Beneficence is a duty; and he who frequently practices it, and sees his benevolent intentions realized comes, at length, really to love him to whom he has done good.
Manners or etiquette ('accessibility, affability, politeness, refinement, propriety, courtesy, and ingratiating and captivating behavior') call for no large measure of moral determination and cannot, therefore, be reckoned as virtues. Even though manners are no virtues, they are a means of developing virtue.... The more we refine the crude elements in our nature, the more we improve our humanity and the more capable it grows of feeling the driving force of virtuous principles.
Religion is too important a matter to its devotees to be a subject of ridicule. If they indulge in absurdities, they are to be pitied rather than ridiculed.
Law And Freedom without Violence (Anarchy) Law And Violence without Freedom (Despotism) Violence without Freedom And Law (Barbarism) Violence with Freedom And Law (Republic)

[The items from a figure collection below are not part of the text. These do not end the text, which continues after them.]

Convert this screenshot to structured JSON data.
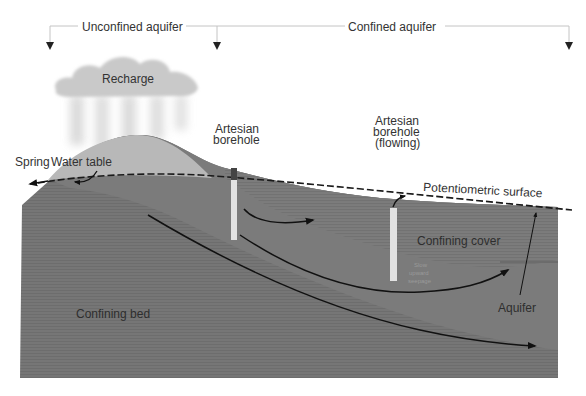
{
  "diagram": {
    "title_zones": {
      "unconfined": "Unconfined aquifer",
      "confined": "Confined aquifer"
    },
    "labels": {
      "recharge": "Recharge",
      "water_table": "Water table",
      "spring": "Spring",
      "artesian_borehole_line1": "Artesian",
      "artesian_borehole_line2": "borehole",
      "flowing_borehole_line1": "Artesian",
      "flowing_borehole_line2": "borehole",
      "flowing_borehole_line3": "(flowing)",
      "potentiometric_surface": "Potentiometric surface",
      "confining_cover": "Confining cover",
      "slow_seepage_line1": "Slow",
      "slow_seepage_line2": "upward",
      "slow_seepage_line3": "seepage",
      "aquifer": "Aquifer",
      "confining_bed": "Confining bed"
    },
    "colors": {
      "background": "#ffffff",
      "aquifer_fill": "#7a7a7a",
      "confining_fill": "#6f6f6f",
      "unconfined_zone_fill": "#b9b9b9",
      "cloud_fill": "#c8c8c8",
      "borehole_fill": "#e2e2e2",
      "flow_arrow": "#111111",
      "guide_line": "#c0c0c0"
    }
  }
}
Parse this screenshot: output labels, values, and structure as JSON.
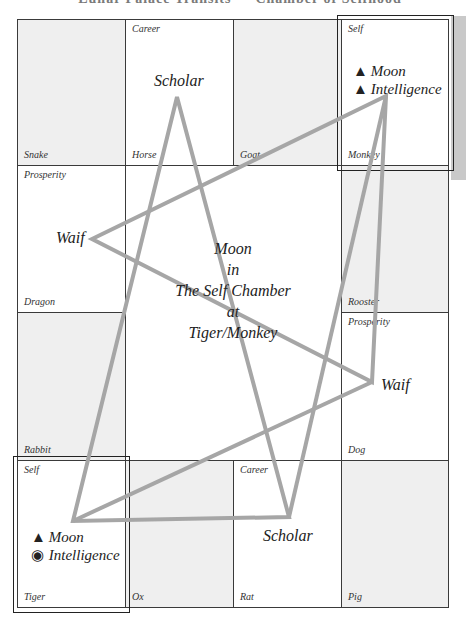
{
  "header": {
    "title": "Lunar Palace Transits — Chamber of Selfhood"
  },
  "grid": {
    "cells": [
      {
        "top": "",
        "bottom": "Snake"
      },
      {
        "top": "Career",
        "bottom": "Horse"
      },
      {
        "top": "",
        "bottom": "Goat"
      },
      {
        "top": "Self",
        "bottom": "Monkey"
      },
      {
        "top": "Prosperity",
        "bottom": "Dragon"
      },
      {
        "top": "",
        "bottom": "Rooster"
      },
      {
        "top": "",
        "bottom": "Rabbit"
      },
      {
        "top": "Prosperity",
        "bottom": "Dog"
      },
      {
        "top": "Self",
        "bottom": "Tiger"
      },
      {
        "top": "",
        "bottom": "Ox"
      },
      {
        "top": "Career",
        "bottom": "Rat"
      },
      {
        "top": "",
        "bottom": "Pig"
      }
    ]
  },
  "stars": {
    "scholar_top": "Scholar",
    "scholar_bottom": "Scholar",
    "waif_left": "Waif",
    "waif_right": "Waif"
  },
  "monkey_markers": [
    {
      "icon": "▲",
      "label": "Moon"
    },
    {
      "icon": "▲",
      "label": "Intelligence"
    }
  ],
  "tiger_markers": [
    {
      "icon": "▲",
      "label": "Moon"
    },
    {
      "icon": "◉",
      "label": "Intelligence"
    }
  ],
  "center": {
    "line1": "Moon",
    "line2": "in",
    "line3": "The Self Chamber",
    "line4": "at",
    "line5": "Tiger/Monkey"
  },
  "colors": {
    "star_line": "#a6a6a6",
    "grid_line": "#3a3a3a",
    "shade": "#efefef"
  }
}
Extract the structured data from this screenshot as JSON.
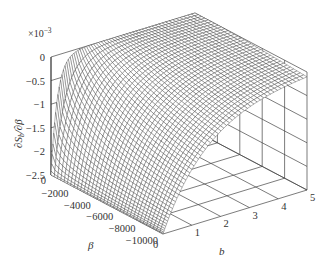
{
  "chart_data": {
    "type": "surface",
    "title": "",
    "zlabel": "∂Sₗ/∂β",
    "zlabel_parts": {
      "main": "∂S",
      "sub": "b",
      "tail": "/∂β"
    },
    "z_multiplier": "×10",
    "z_multiplier_exp": "−3",
    "xlabel": "b",
    "ylabel": "β",
    "xlim": [
      0,
      5
    ],
    "ylim": [
      -10000,
      0
    ],
    "zlim": [
      -2.5,
      0
    ],
    "x_ticks": [
      "0",
      "1",
      "2",
      "3",
      "4",
      "5"
    ],
    "x_tick_values": [
      0,
      1,
      2,
      3,
      4,
      5
    ],
    "y_ticks": [
      "0",
      "−2000",
      "−4000",
      "−6000",
      "−8000",
      "−10000"
    ],
    "y_tick_values": [
      0,
      -2000,
      -4000,
      -6000,
      -8000,
      -10000
    ],
    "z_ticks": [
      "0",
      "−0.5",
      "−1",
      "−1.5",
      "−2",
      "−2.5"
    ],
    "z_tick_values": [
      0,
      -0.5,
      -1,
      -1.5,
      -2,
      -2.5
    ],
    "grid": true,
    "legend": "none",
    "surface_samples": {
      "description": "Approximate values (×10^-3) read from the mesh; surface tends to -2.5 as b→0 and approaches 0 as b grows; decay is fastest at β=0 and slower toward β=-10000.",
      "b": [
        0,
        0.5,
        1,
        2,
        3,
        4,
        5
      ],
      "beta": [
        0,
        -2000,
        -4000,
        -6000,
        -8000,
        -10000
      ],
      "z": [
        [
          -2.5,
          -0.34,
          -0.05,
          -0.01,
          0.0,
          0.0,
          0.0
        ],
        [
          -2.5,
          -0.75,
          -0.25,
          -0.06,
          -0.02,
          -0.01,
          -0.01
        ],
        [
          -2.5,
          -1.0,
          -0.45,
          -0.14,
          -0.06,
          -0.03,
          -0.02
        ],
        [
          -2.5,
          -1.15,
          -0.6,
          -0.22,
          -0.1,
          -0.05,
          -0.03
        ],
        [
          -2.5,
          -1.25,
          -0.7,
          -0.3,
          -0.14,
          -0.08,
          -0.05
        ],
        [
          -2.5,
          -1.3,
          -0.78,
          -0.35,
          -0.18,
          -0.1,
          -0.06
        ]
      ]
    }
  }
}
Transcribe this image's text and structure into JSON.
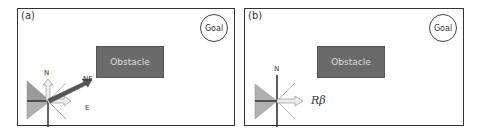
{
  "panels": [
    {
      "label": "(a)",
      "goal": "Goal",
      "obstacle": "Obstacle",
      "compass_labels": {
        "north": "N",
        "northeast": "NE",
        "east": "E"
      }
    },
    {
      "label": "(b)",
      "goal": "Goal",
      "obstacle": "Obstacle",
      "compass_labels": {
        "north": "N",
        "heading": "Rβ"
      }
    }
  ],
  "colors": {
    "obstacle_fill": "#6a6a6a",
    "obstacle_text": "#dddddd",
    "cone_fill": "#b0b0b0",
    "arrow_dark": "#555555",
    "arrow_light": "#e8e8e8",
    "border": "#333333"
  }
}
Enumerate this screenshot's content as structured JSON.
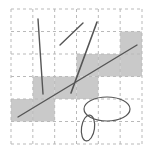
{
  "figure": {
    "canvas": {
      "width": 151,
      "height": 155,
      "background": "#ffffff"
    },
    "grid": {
      "x0": 11,
      "y0": 9,
      "x1": 142,
      "y1": 144,
      "cols": 6,
      "rows": 6,
      "line_color": "#b9b9b9",
      "dash": "3 3",
      "stroke_width": 1
    },
    "fill_color": "#c9c9c9",
    "filled_cells": [
      {
        "row": 1,
        "col": 5
      },
      {
        "row": 2,
        "col": 3
      },
      {
        "row": 2,
        "col": 4
      },
      {
        "row": 2,
        "col": 5
      },
      {
        "row": 3,
        "col": 1
      },
      {
        "row": 3,
        "col": 2
      },
      {
        "row": 3,
        "col": 3
      },
      {
        "row": 4,
        "col": 0
      },
      {
        "row": 4,
        "col": 1
      }
    ],
    "stroke_color": "#555555",
    "segments": [
      {
        "name": "segment-near-vertical",
        "x1": 38,
        "y1": 19,
        "x2": 43,
        "y2": 94,
        "width": 1.4
      },
      {
        "name": "segment-short-diagonal",
        "x1": 60,
        "y1": 45,
        "x2": 83,
        "y2": 23,
        "width": 1.4
      },
      {
        "name": "segment-steep-diagonal",
        "x1": 97,
        "y1": 22,
        "x2": 71,
        "y2": 93,
        "width": 1.6
      },
      {
        "name": "segment-long-shallow-diagonal",
        "x1": 18,
        "y1": 117,
        "x2": 137,
        "y2": 45,
        "width": 1.4
      }
    ],
    "ellipses": [
      {
        "name": "ellipse-large",
        "cx": 107,
        "cy": 109,
        "rx": 23,
        "ry": 12,
        "rotation": 0,
        "width": 1.2
      },
      {
        "name": "ellipse-small",
        "cx": 88,
        "cy": 128,
        "rx": 6.5,
        "ry": 13,
        "rotation": 8,
        "width": 1.2
      }
    ]
  }
}
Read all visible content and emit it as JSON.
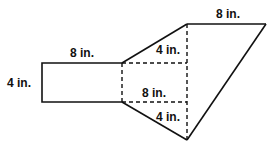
{
  "diagram": {
    "stroke_color": "#111111",
    "background": "#ffffff",
    "labels": {
      "rect_top_length": "8 in.",
      "rect_left_height": "4 in.",
      "kite_top_length": "8 in.",
      "upper_triangle_height": "4 in.",
      "middle_rect_length": "8 in.",
      "lower_triangle_height": "4 in."
    }
  }
}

If, like Hume, I had all manner of adornment in my power, I would still have reservations about using them. It is true that some readers will be scared off by dryness. But isn't it necessary to scare off some if in their case the matter would end up in bad hands?
If we could see ourselves... as we really are, we should see ourselves in a world of spiritual natures, our community which neither began at birth nor will end with the death of the body.